_PROVIDED ENTRIES_:
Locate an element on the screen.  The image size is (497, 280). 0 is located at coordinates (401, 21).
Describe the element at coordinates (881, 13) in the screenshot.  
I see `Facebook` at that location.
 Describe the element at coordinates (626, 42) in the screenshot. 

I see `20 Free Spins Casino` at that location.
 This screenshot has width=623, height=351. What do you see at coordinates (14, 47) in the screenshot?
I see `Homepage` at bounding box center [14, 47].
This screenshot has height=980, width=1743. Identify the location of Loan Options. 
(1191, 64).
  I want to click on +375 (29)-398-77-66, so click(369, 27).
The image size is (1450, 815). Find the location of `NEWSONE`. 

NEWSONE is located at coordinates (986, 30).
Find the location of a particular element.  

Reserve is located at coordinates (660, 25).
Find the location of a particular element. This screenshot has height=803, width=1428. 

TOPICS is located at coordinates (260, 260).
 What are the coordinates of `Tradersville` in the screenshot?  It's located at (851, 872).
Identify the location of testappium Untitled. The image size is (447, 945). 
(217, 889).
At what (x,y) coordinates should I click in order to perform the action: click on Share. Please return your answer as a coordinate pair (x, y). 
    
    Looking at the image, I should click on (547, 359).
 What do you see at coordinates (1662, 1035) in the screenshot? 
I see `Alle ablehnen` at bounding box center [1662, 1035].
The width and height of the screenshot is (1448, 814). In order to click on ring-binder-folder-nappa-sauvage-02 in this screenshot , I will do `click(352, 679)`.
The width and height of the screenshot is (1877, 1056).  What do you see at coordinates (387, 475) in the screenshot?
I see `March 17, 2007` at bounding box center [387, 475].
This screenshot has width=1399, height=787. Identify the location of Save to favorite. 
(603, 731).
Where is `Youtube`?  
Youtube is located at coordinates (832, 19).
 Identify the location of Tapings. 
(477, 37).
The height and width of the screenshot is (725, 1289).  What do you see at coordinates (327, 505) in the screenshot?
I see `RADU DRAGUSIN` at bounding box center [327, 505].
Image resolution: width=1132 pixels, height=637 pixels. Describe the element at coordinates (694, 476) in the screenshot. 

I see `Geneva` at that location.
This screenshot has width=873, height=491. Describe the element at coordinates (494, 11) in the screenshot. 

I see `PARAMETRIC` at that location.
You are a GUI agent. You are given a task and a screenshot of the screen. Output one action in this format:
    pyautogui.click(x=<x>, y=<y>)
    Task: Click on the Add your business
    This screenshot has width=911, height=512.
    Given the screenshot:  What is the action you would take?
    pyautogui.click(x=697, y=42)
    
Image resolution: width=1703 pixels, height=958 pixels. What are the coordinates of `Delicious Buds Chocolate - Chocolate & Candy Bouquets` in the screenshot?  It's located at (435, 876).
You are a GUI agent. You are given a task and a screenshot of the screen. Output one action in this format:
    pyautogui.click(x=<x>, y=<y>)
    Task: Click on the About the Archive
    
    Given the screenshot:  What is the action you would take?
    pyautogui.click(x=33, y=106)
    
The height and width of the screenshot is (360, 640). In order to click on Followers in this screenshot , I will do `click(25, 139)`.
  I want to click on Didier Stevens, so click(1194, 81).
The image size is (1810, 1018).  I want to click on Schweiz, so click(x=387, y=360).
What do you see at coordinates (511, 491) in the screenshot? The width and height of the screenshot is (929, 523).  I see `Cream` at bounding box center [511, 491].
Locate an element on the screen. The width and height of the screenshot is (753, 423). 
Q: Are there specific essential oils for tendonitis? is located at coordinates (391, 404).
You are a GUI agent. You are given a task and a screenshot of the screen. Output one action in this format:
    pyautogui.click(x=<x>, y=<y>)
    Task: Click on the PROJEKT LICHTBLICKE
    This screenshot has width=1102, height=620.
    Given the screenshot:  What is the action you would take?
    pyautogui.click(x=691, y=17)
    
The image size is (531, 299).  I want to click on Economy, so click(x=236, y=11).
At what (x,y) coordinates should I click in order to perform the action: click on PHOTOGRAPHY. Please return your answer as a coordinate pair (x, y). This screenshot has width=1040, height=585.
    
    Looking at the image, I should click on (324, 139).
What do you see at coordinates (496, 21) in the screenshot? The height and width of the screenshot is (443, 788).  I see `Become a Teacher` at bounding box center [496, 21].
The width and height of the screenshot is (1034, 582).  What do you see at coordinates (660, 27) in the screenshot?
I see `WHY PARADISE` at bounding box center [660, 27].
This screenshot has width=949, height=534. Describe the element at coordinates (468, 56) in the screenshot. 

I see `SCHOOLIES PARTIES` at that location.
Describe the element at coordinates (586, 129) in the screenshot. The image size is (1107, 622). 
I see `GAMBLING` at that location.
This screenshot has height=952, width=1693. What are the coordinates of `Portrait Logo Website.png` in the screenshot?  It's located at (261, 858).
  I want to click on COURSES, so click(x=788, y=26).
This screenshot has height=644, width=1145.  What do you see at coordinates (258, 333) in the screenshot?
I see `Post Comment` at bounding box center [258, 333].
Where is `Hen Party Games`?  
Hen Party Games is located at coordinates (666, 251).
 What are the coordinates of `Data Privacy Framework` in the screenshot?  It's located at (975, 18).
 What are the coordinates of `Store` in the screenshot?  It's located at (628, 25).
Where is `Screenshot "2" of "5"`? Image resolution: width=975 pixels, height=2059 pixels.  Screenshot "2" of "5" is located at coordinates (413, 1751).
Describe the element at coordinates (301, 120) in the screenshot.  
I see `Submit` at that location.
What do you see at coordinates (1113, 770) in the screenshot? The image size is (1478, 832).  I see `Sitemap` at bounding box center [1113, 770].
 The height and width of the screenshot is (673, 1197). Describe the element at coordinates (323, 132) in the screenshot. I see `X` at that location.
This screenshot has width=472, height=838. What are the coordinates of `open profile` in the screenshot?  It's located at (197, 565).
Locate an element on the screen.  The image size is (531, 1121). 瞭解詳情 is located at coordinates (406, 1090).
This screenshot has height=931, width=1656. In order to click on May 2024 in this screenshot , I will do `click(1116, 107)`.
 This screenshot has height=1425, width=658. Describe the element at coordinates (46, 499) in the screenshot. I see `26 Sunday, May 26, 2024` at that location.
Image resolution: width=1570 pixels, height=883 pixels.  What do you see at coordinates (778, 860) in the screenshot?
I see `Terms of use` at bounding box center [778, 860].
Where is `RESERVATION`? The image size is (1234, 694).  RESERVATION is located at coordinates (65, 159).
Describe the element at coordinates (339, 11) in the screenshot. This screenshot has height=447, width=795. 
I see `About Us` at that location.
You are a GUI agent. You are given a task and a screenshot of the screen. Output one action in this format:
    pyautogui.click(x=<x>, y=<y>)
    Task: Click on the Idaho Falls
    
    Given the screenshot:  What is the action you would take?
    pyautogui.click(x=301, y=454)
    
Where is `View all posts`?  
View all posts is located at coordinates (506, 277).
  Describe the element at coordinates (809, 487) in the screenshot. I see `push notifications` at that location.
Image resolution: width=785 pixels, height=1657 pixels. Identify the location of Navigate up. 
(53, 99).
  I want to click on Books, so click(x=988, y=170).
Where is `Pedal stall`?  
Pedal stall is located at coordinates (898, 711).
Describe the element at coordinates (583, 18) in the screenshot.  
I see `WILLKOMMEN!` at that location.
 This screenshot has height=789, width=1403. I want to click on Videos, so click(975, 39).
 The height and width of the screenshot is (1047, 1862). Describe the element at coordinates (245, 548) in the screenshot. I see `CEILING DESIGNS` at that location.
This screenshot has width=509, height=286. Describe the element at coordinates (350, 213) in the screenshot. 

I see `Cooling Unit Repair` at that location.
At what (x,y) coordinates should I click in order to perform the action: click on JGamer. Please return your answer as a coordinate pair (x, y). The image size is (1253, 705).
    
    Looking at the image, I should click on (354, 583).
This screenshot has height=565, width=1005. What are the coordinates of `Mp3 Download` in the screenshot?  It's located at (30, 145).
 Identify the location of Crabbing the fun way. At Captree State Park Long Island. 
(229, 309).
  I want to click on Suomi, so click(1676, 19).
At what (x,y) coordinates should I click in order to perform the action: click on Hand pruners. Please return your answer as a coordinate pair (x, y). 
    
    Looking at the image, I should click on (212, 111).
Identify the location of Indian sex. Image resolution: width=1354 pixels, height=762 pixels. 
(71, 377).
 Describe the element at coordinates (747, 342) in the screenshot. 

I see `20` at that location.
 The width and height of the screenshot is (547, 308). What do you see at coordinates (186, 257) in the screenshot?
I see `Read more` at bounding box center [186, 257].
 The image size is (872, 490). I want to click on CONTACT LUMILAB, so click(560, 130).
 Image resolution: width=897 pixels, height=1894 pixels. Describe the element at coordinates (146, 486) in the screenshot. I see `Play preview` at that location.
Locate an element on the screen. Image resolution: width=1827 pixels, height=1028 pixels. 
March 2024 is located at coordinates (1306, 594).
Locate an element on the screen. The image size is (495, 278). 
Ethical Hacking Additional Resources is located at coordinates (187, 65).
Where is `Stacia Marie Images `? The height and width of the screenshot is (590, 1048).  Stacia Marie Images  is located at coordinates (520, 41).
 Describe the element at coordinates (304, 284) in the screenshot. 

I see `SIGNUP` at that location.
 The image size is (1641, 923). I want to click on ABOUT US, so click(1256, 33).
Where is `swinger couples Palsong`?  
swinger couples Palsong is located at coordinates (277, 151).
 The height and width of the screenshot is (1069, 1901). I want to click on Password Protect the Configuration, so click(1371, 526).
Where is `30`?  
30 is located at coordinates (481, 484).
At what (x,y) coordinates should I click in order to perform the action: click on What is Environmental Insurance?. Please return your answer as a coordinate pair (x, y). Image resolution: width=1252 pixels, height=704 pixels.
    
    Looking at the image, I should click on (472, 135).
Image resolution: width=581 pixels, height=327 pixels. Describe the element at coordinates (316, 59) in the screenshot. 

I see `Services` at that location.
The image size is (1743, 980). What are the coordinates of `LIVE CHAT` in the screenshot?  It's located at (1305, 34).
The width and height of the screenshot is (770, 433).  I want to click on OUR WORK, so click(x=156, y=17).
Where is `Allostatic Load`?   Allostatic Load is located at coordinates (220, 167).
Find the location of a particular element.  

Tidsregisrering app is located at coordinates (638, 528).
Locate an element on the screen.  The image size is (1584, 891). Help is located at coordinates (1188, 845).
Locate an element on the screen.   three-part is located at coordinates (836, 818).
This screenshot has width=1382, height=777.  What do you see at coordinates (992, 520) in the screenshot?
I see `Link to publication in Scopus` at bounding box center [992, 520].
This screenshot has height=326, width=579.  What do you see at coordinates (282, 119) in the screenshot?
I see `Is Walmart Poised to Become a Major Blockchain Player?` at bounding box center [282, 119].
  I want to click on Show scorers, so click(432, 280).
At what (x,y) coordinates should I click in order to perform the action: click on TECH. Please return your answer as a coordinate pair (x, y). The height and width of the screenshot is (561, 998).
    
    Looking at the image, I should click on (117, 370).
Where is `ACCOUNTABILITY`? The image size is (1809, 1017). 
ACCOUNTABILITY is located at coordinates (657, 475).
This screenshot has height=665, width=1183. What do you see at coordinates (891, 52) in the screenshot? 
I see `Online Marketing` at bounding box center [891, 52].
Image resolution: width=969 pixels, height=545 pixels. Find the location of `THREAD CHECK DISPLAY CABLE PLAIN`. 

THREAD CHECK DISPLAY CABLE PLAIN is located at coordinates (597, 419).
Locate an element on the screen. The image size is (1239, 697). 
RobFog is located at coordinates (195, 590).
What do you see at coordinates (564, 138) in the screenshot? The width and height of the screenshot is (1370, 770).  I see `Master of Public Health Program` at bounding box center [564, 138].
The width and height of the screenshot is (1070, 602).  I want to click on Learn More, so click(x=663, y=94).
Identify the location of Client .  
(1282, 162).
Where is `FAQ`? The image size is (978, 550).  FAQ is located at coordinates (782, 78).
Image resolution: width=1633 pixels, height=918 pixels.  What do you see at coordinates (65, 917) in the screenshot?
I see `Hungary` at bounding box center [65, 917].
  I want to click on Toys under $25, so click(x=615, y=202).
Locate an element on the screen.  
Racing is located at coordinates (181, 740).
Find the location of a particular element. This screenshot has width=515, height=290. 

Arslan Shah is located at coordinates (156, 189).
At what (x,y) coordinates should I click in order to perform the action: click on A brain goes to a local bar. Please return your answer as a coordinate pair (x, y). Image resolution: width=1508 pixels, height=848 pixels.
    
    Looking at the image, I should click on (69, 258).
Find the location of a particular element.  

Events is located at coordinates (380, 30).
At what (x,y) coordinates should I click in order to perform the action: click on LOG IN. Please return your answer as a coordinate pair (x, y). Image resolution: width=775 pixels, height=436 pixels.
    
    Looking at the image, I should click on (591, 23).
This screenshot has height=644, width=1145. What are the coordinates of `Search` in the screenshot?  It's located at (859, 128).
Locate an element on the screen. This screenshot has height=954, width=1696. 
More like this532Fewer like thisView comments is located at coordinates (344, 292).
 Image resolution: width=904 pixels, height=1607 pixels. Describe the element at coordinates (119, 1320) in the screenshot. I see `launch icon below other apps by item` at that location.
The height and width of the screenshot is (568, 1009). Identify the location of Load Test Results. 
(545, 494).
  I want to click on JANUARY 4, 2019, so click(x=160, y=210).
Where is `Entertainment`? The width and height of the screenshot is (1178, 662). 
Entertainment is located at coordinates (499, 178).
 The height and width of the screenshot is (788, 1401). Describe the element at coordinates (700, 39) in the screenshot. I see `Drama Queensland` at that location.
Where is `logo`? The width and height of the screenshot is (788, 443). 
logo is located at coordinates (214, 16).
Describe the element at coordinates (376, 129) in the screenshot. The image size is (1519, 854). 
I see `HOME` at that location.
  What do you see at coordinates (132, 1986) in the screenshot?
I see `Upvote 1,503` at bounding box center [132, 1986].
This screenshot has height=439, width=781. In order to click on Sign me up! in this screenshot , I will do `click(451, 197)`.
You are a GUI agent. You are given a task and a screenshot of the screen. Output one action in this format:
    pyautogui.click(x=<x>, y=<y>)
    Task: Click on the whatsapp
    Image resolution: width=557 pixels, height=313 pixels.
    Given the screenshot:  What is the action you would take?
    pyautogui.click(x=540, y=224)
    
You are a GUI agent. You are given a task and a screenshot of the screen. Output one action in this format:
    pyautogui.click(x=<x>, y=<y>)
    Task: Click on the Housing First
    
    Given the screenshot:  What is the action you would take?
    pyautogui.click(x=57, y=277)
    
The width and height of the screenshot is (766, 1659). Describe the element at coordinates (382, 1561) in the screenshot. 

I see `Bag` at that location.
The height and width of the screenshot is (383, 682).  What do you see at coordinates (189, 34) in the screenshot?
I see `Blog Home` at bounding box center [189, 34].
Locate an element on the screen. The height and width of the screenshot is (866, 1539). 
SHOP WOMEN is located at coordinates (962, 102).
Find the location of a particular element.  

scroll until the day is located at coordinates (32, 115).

_YOUR TASK_:
Print the line that contains "Task: Click on the whatsapp" and each line after it up to the end of the listing, exactly as written.

_SOLUTION TO THIS PROBLEM_:
    Task: Click on the whatsapp
    Image resolution: width=557 pixels, height=313 pixels.
    Given the screenshot:  What is the action you would take?
    pyautogui.click(x=540, y=224)
    
You are a GUI agent. You are given a task and a screenshot of the screen. Output one action in this format:
    pyautogui.click(x=<x>, y=<y>)
    Task: Click on the Housing First
    
    Given the screenshot:  What is the action you would take?
    pyautogui.click(x=57, y=277)
    
The width and height of the screenshot is (766, 1659). Describe the element at coordinates (382, 1561) in the screenshot. 

I see `Bag` at that location.
The height and width of the screenshot is (383, 682).  What do you see at coordinates (189, 34) in the screenshot?
I see `Blog Home` at bounding box center [189, 34].
Locate an element on the screen. The height and width of the screenshot is (866, 1539). 
SHOP WOMEN is located at coordinates (962, 102).
Find the location of a particular element.  

scroll until the day is located at coordinates (32, 115).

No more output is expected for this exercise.